1652951934 Prevent the unpredictable the big lesson

Prevent the unpredictable: the big lesson

Prevent the unpredictable the big lesson

First, notice that the headline has the same effect as a Charly Alcaraz drop shot. It looks like an innocent or clumsy ball until it bounces and somehow sticks to the clay like a fishtail. If he had written “Foretelling the unpredictable,” he would have encountered contradiction from those who set Aristotle’s hair on fire, and he would have committed an unforced error. The unpredictable, of course, cannot be predicted, and indeed there are mathematicians and economists who see the unexpected as the only real source of changes in stock and financial market behavior. Einstein discovered the theory of relativity in 1905 and, as mathematician John Allen Paulos says, no newspaper appeared in 1900: “It’s only five years until the theory of relativity is discovered!” The foreseeable is already being priced in by the markets. Only the unpredictable can compel them to rebuild their accounts.

But now comes the drop. The headline isn’t about predicting the unpredictable, it’s about preventing it, which is another matter entirely. With no one knowing who will be the next agent of the pandemic, governments will feel—already feel—a strong inclination to tuck the issue into the box of lost steps, where a next ruler will find it if nothing can be done. Overall, they’ll say if we can’t predict who the next Leviathan will be, there’s nothing we can do about it. From time to time the Lord sends us a plague and we have to swallow it like it’s the cosmic pottery that swept away the dinosaurs. This argument is a balcony-to-the-street fallacy, and it needs to be smashed if we are to learn anything from the disastrous and cruel recent experience. Too many people have died to look the other way.

For starters, viral jumps from animals to humans were at the root of all pandemics of the 20th century and probably much further back. When an animal virus spreads to humans, it finds a population of millions or billions completely unaffected by its attacks. The technical term for this spread between species is zoonosis. As far as we know, which is a lot, all pandemics are zoonoses. Whatever is coming, it will almost certainly come from an animal. Can we build barriers against animal-borne viruses? Oh yeah. You only have to invest $20,000 million a year in veterinary medicine and management. Overall not in one country or another. The interested reader can find a solvent analysis in Nature.

If we look at historical data, the biggest killer in history is still the 1918 Spanish Flu. It wiped out 50 million people, double the number of the Great War that ended just that year. Not even AIDS, which has killed 36 million, nor SARS-CoV-2, which is 15. Ebola (15,000 dead), Nipah (350) or Zika (50) are footnotes to the universal story of shame (thanks for the sentence, Jörg Luis). Avoiding new cucumbers is in our hands. To kill people, we already have psychopaths.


* **About this task**
Report back every line in the data that includes the string "mars".

Data tied to figure images:
Content starts

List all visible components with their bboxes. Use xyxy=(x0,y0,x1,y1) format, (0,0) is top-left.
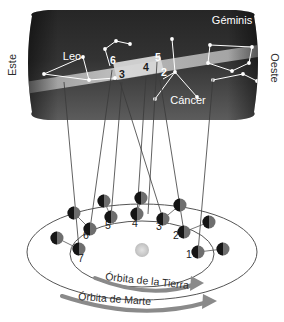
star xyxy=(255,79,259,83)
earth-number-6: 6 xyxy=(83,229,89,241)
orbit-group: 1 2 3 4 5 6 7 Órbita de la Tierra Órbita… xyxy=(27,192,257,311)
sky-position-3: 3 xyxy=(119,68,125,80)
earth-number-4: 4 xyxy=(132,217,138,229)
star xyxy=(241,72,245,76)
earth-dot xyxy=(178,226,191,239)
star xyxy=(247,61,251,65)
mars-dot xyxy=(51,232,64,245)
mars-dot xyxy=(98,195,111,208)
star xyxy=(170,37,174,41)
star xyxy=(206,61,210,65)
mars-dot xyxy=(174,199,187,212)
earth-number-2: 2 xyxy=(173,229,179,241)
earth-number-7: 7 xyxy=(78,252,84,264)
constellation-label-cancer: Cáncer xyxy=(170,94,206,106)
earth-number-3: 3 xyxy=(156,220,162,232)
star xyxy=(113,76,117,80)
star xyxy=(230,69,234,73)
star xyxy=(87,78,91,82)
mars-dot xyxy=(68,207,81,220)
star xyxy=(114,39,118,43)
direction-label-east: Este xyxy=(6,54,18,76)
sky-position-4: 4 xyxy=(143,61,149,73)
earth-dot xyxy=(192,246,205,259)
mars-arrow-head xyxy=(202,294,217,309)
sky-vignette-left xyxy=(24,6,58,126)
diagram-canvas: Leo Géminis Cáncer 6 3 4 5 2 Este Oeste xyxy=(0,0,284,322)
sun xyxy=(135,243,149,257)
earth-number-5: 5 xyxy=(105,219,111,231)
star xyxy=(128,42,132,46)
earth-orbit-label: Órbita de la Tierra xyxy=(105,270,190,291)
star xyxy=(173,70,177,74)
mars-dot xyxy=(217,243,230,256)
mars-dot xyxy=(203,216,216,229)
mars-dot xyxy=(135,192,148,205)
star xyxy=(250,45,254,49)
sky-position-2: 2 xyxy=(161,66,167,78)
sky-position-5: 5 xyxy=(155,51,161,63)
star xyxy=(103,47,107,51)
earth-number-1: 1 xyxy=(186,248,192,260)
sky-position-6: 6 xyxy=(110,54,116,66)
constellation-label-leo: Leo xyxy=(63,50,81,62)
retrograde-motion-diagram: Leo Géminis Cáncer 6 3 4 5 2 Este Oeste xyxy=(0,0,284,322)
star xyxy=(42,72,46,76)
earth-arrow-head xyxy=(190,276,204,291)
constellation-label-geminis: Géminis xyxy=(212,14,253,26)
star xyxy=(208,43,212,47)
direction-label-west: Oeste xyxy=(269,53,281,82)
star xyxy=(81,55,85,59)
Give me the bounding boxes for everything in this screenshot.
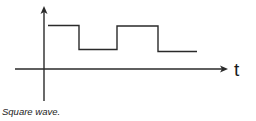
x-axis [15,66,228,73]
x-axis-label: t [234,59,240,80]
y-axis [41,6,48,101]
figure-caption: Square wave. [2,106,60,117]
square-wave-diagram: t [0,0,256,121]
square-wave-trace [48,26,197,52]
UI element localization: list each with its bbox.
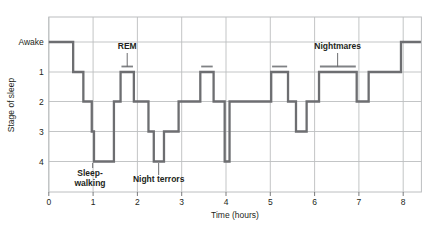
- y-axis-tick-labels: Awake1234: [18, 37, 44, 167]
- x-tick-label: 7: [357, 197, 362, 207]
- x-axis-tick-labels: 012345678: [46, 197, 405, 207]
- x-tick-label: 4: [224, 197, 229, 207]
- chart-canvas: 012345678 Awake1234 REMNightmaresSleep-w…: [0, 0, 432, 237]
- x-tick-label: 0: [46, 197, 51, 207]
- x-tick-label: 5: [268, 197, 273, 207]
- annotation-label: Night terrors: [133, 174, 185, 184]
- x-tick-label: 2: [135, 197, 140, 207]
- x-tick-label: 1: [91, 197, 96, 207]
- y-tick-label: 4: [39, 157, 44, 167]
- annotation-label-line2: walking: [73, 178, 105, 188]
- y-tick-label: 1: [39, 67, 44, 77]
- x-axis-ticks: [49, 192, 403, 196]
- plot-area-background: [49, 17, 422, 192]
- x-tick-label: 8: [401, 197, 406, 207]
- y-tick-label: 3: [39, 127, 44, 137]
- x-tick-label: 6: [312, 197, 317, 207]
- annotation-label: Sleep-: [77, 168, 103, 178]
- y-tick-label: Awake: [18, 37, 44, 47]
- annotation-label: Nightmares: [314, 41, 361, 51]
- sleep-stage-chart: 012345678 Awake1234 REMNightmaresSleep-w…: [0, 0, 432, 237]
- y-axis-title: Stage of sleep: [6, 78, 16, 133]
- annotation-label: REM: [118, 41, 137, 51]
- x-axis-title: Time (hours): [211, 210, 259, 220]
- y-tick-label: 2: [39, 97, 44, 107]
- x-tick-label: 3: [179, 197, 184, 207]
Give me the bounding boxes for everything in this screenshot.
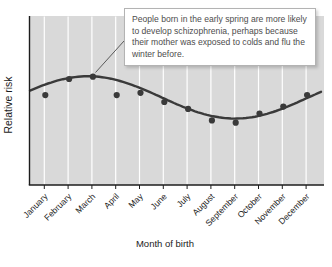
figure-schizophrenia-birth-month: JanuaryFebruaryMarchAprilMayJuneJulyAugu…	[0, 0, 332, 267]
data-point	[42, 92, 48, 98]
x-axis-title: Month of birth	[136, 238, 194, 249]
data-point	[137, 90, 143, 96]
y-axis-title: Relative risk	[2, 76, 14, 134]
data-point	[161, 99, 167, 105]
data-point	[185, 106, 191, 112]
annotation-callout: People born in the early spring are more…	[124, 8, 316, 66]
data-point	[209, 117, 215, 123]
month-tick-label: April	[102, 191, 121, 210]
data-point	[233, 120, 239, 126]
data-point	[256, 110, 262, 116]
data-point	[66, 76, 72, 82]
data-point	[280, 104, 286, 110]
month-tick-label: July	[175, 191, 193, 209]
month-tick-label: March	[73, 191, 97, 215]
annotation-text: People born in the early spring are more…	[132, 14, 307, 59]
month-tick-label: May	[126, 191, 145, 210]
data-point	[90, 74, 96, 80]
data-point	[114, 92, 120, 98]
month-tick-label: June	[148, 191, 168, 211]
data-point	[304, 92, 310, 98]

Content ends

* **Solution to this problem**
mars-dot xyxy=(51,232,64,245)
mars-dot xyxy=(98,195,111,208)
mars-dot xyxy=(174,199,187,212)
mars-dot xyxy=(68,207,81,220)
mars-arrow-head xyxy=(202,294,217,309)
mars-dot xyxy=(217,243,230,256)
mars-dot xyxy=(203,216,216,229)
mars-dot xyxy=(135,192,148,205)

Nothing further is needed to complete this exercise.